Massachusetts Daily Collegian

A free and responsible press serving the UMass community since 1890

A free and responsible press serving the UMass community since 1890

Massachusetts Daily Collegian

A free and responsible press serving the UMass community since 1890

Massachusetts Daily Collegian

Torture and the American way

The story of Maher Arar is one that rightfully inspires terror in us all. A Canadian citizen, Arar was detained and questioned by American authorities while changing planes at New York’s John F. Kennedy Airport back in September of 2002. Two weeks later, Arar was hooded, shackled and shipped to Syria in a private jet, where he was subsequently tortured and starved for several months, treatment that continued long after he confessed to training at al Qaeda camps in Afghanistan.

But as it turned out, the authorities had made a mistake: he wasn’t a terrorist after all. A year later, Arar was released and cleared of all wrongdoing; he is now suing the U.S. government. Yet Arar’s story is only one of many. In fact, according to Jane Mayer, writing in the Feb. 14 edition of the New Yorker, the practice of “extraordinary rendition” – or “outsourcing torture” as Mayer’s title bluntly de-euphemizes the phrase – has long been tacit U.S. policy, even before Sept. 11. Since 2001, according to several intelligence officials quoted in Mayer’s piece, the Bush administration has allowed rendition to get “out of control.”

Besides the obvious, one major problem with the runaway policy is that it leaves the government with the question of what to do with the “rendered” suspects once they have outlived their intelligence value. They can’t release them, or try them in court, because the revelations of systematic abuse would be too much of an embarrassment. They can’t simply kill them, either. You torture it, you bought it.

Perhaps that’s why, as the Washington Post reported back in January, the Pentagon is set to construct a global network of Guantanamo-style camps, to be situated in the homes of “friendly” human rights violators strewn across the Middle East, and where the exhausted prisoners will be housed until the Global War on Terrorism has been terminated.

Well, as you might expect, I happen to have a better solution: build the detention centers here in the United States. While it might not solve the torture halve of the equation, it will ensure economic growth and thousands, perhaps even millions of new jobs by setting up such camps here at home the government. There is no reason we should be closing torture chambers here at home and opening them in the Middle East.

Every student at this school is scared to death of the increasingly tight job market in this country. At the same time, the wave of volunteerism and generosity left over from Sept. 11 remains largely unsatisfied. Our generation wants employment, and we want to make a difference. What better way to solve both of these problems then by enlisting to fight on the intelligence front of the War on Terrorism, especially since the Sept. 11 Commission so recently informed us that information will be the key factor in winning this fight. And peaceniks rejoice! Such a bold and extensive interrogation system may very well reduce the need for conventional warfare.

If you’re the squeamish type, fear not; not everyone employed at these hypothetical camps would actually be engaging in torture. The facilities would need an entire infrastructure – guards, desk clerks, janitors, technicians and even psychologists – that would in fact provide the bulk of the employment opportunities.

If some of you are still under the impression that torture is not the American way, then you’ve obviously failed to adjust to the new era we’re living in. Having torture camps in your own backyards, perhaps even working in them yourselves, should ease this transition for you. After all, as the vice president put it shortly after the Sept. 11 attacks, the Global War on Terror is “a mean, nasty, dangerous, dirty business. We have to operate in that arena.”

Furthermore, by openly embracing a policy of torture, we will have eliminated the contradiction and indeed hypocrisy inherent in the image we project toward the rest of the world. As an Arab League spokesman said in the wake of the Abu Ghraib scandal, torture under Hussein was expected; the fact that Americans would engage in torture while giving lip service to freedom and democracy was “an irony that to my taste is very sickening.” (After all, even if you hate murderous tyrants like Hussein, at least you know where they stand.) Here’s our chance to rid ourselves of this sickening irony once and for all.

It is inconceivable that the U.S. government will be halting its policy of rendition any time soon. As one of the author’s of the famous “torture memos” has been putting it in recent weeks, “the public has had its referendum.” Torture isn’t going anywhere; the best we can hope for as students is to accommodate ourselves to this new reality as honestly as we can.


Work required
Without changing a word, return the listing below, minus its images.

Recorded data
----------
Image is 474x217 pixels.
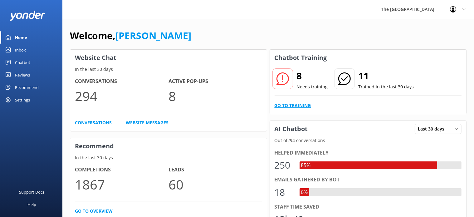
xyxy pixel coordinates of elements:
h3: AI Chatbot [270,121,313,137]
h3: Recommend [70,138,267,154]
p: 60 [169,174,262,195]
div: Chatbot [15,56,30,69]
a: Go to overview [75,208,113,214]
p: Trained in the last 30 days [359,83,414,90]
div: 18 [275,185,293,200]
h2: 8 [297,68,328,83]
h4: Conversations [75,77,169,86]
p: Needs training [297,83,328,90]
a: Conversations [75,119,112,126]
div: Home [15,31,27,44]
h3: Website Chat [70,50,267,66]
h4: Active Pop-ups [169,77,262,86]
div: Staff time saved [275,203,462,211]
a: Go to Training [275,102,311,109]
p: 1867 [75,174,169,195]
p: Out of 294 conversations [270,137,467,144]
a: Website Messages [126,119,169,126]
p: In the last 30 days [70,154,267,161]
p: In the last 30 days [70,66,267,73]
a: [PERSON_NAME] [116,29,191,42]
h4: Leads [169,166,262,174]
p: 294 [75,86,169,106]
h2: 11 [359,68,414,83]
div: Help [27,198,36,211]
div: Settings [15,94,30,106]
img: yonder-white-logo.png [9,11,45,21]
p: 8 [169,86,262,106]
h4: Completions [75,166,169,174]
div: Helped immediately [275,149,462,157]
div: Recommend [15,81,39,94]
div: Emails gathered by bot [275,176,462,184]
div: 85% [300,161,312,170]
div: 6% [300,188,310,196]
div: Reviews [15,69,30,81]
div: Inbox [15,44,26,56]
h3: Chatbot Training [270,50,332,66]
div: Support Docs [19,186,45,198]
span: Last 30 days [418,125,448,132]
div: 250 [275,158,293,173]
h1: Welcome, [70,28,191,43]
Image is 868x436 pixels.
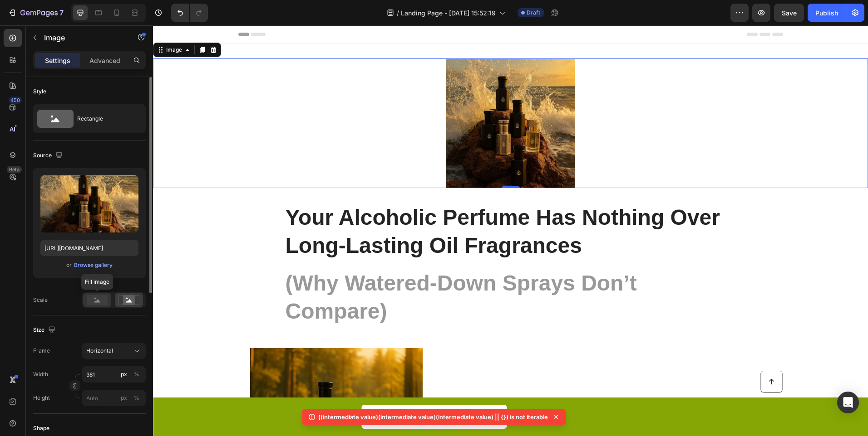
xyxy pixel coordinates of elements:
[82,343,145,359] button: Horizontal
[60,8,64,18] p: 7
[837,392,858,413] div: Open Intercom Messenger
[121,394,127,402] div: px
[33,87,47,96] div: Style
[815,9,838,18] div: Publish
[40,240,139,256] input: https://example.com/image.jpg
[119,370,129,380] button: %
[82,367,145,383] input: px%
[67,260,71,271] span: or
[401,9,495,18] span: Landing Page - [DATE] 15:52:19
[73,261,113,270] button: Browse gallery
[9,97,22,104] div: 450
[251,387,312,396] p: Check availability
[45,56,70,66] p: Settings
[33,370,48,379] label: Width
[44,32,121,43] p: Image
[807,4,845,22] button: Publish
[134,370,140,379] div: %
[131,243,584,301] h1: (Why Watered-Down Sprays Don’t Compare)
[33,425,49,432] div: Shape
[77,108,132,129] div: Rectangle
[87,347,113,355] span: Horizontal
[396,9,399,18] span: /
[40,176,139,233] img: preview-image
[527,9,540,17] span: Draft
[318,412,548,422] p: ((intermediate value)(intermediate value)(intermediate value) || {}) is not iterable
[82,390,145,407] input: px%
[74,261,112,270] div: Browse gallery
[89,56,121,66] p: Advanced
[271,33,444,162] img: gempages_570490595106096000-343ebbfc-6efb-40e3-8ad4-a587a75f1449.jpg
[33,347,50,355] label: Frame
[121,370,127,379] div: px
[153,26,868,436] iframe: Design area
[171,4,208,22] div: Undo/Redo
[33,324,57,336] div: Size
[134,394,140,402] div: %
[781,9,797,17] span: Save
[4,4,68,22] button: 7
[33,296,48,304] div: Scale
[131,178,584,236] h1: Your Alcoholic Perfume Has Nothing Over Long-Lasting Oil Fragrances
[33,394,50,402] label: Height
[119,392,129,404] button: %
[11,20,30,28] div: Image
[33,150,65,161] div: Source
[774,4,804,22] button: Save
[208,380,354,404] a: Check availability
[131,370,142,380] button: px
[131,392,142,404] button: px
[7,166,22,173] div: Beta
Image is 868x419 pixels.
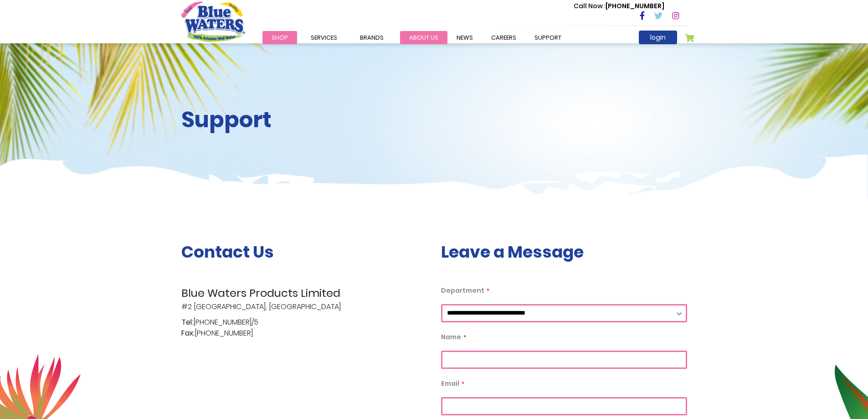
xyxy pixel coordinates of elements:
[447,31,482,45] a: News
[182,242,428,261] h3: Contact Us
[182,1,245,42] a: store logo
[441,379,459,388] span: Email
[441,285,484,295] span: Department
[182,317,193,328] span: Tel:
[182,285,428,312] p: #2 [GEOGRAPHIC_DATA], [GEOGRAPHIC_DATA]
[311,33,337,42] span: Services
[441,332,462,341] span: Name
[182,285,428,301] span: Blue Waters Products Limited
[360,33,384,42] span: Brands
[441,242,687,261] h3: Leave a Message
[574,1,664,11] p: [PHONE_NUMBER]
[574,1,606,11] span: Call Now :
[400,31,447,45] a: about us
[525,31,570,45] a: support
[271,33,288,42] span: Shop
[182,328,194,338] span: Fax:
[482,31,525,45] a: careers
[639,30,677,45] a: login
[182,317,428,338] p: [PHONE_NUMBER]/5 [PHONE_NUMBER]
[182,107,428,133] h2: Support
----------
Exercise answer
Image is 474x217 pixels.
xyxy pixel coordinates of elements:
h3: AI Chatbot [270,121,313,137]
h3: Recommend [70,138,267,154]
p: 60 [169,174,262,195]
div: Chatbot [15,56,30,69]
a: Go to overview [75,208,113,214]
p: Trained in the last 30 days [359,83,414,90]
div: 18 [275,185,293,200]
h2: 8 [297,68,328,83]
h4: Conversations [75,77,169,86]
p: Needs training [297,83,328,90]
a: Conversations [75,119,112,126]
div: Home [15,31,27,44]
h3: Website Chat [70,50,267,66]
h4: Active Pop-ups [169,77,262,86]
div: Staff time saved [275,203,462,211]
a: Go to Training [275,102,311,109]
p: 1867 [75,174,169,195]
p: Out of 294 conversations [270,137,467,144]
a: Website Messages [126,119,169,126]
p: In the last 30 days [70,154,267,161]
p: In the last 30 days [70,66,267,73]
a: [PERSON_NAME] [116,29,191,42]
h4: Leads [169,166,262,174]
p: 294 [75,86,169,106]
h2: 11 [359,68,414,83]
div: Help [27,198,36,211]
div: Settings [15,94,30,106]
img: yonder-white-logo.png [9,11,45,21]
p: 8 [169,86,262,106]
h4: Completions [75,166,169,174]
div: Helped immediately [275,149,462,157]
div: Recommend [15,81,39,94]
div: Emails gathered by bot [275,176,462,184]
div: 85% [300,161,312,170]
div: 6% [300,188,310,196]
div: Reviews [15,69,30,81]
div: Inbox [15,44,26,56]
h3: Chatbot Training [270,50,332,66]
div: Support Docs [19,186,45,198]
span: Last 30 days [418,125,448,132]
div: 250 [275,158,293,173]
h1: Welcome, [70,28,191,43]
Image is 868x436 pixels.
xyxy pixel coordinates of elements:
[82,343,145,359] button: Horizontal
[60,8,64,18] p: 7
[837,392,858,413] div: Open Intercom Messenger
[121,394,127,402] div: px
[33,87,47,96] div: Style
[815,9,838,18] div: Publish
[40,240,139,256] input: https://example.com/image.jpg
[119,370,129,380] button: %
[82,367,145,383] input: px%
[67,260,71,271] span: or
[401,9,495,18] span: Landing Page - [DATE] 15:52:19
[73,261,113,270] button: Browse gallery
[9,97,22,104] div: 450
[251,387,312,396] p: Check availability
[45,56,70,66] p: Settings
[33,370,48,379] label: Width
[44,32,121,43] p: Image
[807,4,845,22] button: Publish
[134,370,140,379] div: %
[131,243,584,301] h1: (Why Watered-Down Sprays Don’t Compare)
[33,425,49,432] div: Shape
[77,108,132,129] div: Rectangle
[87,347,113,355] span: Horizontal
[396,9,399,18] span: /
[40,176,139,233] img: preview-image
[527,9,540,17] span: Draft
[318,412,548,422] p: ((intermediate value)(intermediate value)(intermediate value) || {}) is not iterable
[82,390,145,407] input: px%
[74,261,112,270] div: Browse gallery
[89,56,121,66] p: Advanced
[271,33,444,162] img: gempages_570490595106096000-343ebbfc-6efb-40e3-8ad4-a587a75f1449.jpg
[33,347,50,355] label: Frame
[121,370,127,379] div: px
[153,26,868,436] iframe: Design area
[171,4,208,22] div: Undo/Redo
[33,324,57,336] div: Size
[134,394,140,402] div: %
[781,9,797,17] span: Save
[4,4,68,22] button: 7
[33,296,48,304] div: Scale
[131,178,584,236] h1: Your Alcoholic Perfume Has Nothing Over Long-Lasting Oil Fragrances
[33,394,50,402] label: Height
[119,392,129,404] button: %
[11,20,30,28] div: Image
[33,150,65,161] div: Source
[774,4,804,22] button: Save
[208,380,354,404] a: Check availability
[131,370,142,380] button: px
[131,392,142,404] button: px
[7,166,22,173] div: Beta
Image is 868x419 pixels.
xyxy pixel coordinates of elements:
[447,31,482,45] a: News
[182,242,428,261] h3: Contact Us
[182,1,245,42] a: store logo
[441,379,459,388] span: Email
[441,285,484,295] span: Department
[182,317,193,328] span: Tel:
[182,285,428,312] p: #2 [GEOGRAPHIC_DATA], [GEOGRAPHIC_DATA]
[311,33,337,42] span: Services
[441,332,462,341] span: Name
[182,285,428,301] span: Blue Waters Products Limited
[360,33,384,42] span: Brands
[441,242,687,261] h3: Leave a Message
[574,1,664,11] p: [PHONE_NUMBER]
[574,1,606,11] span: Call Now :
[400,31,447,45] a: about us
[525,31,570,45] a: support
[271,33,288,42] span: Shop
[182,328,194,338] span: Fax:
[482,31,525,45] a: careers
[639,30,677,45] a: login
[182,317,428,338] p: [PHONE_NUMBER]/5 [PHONE_NUMBER]
[182,107,428,133] h2: Support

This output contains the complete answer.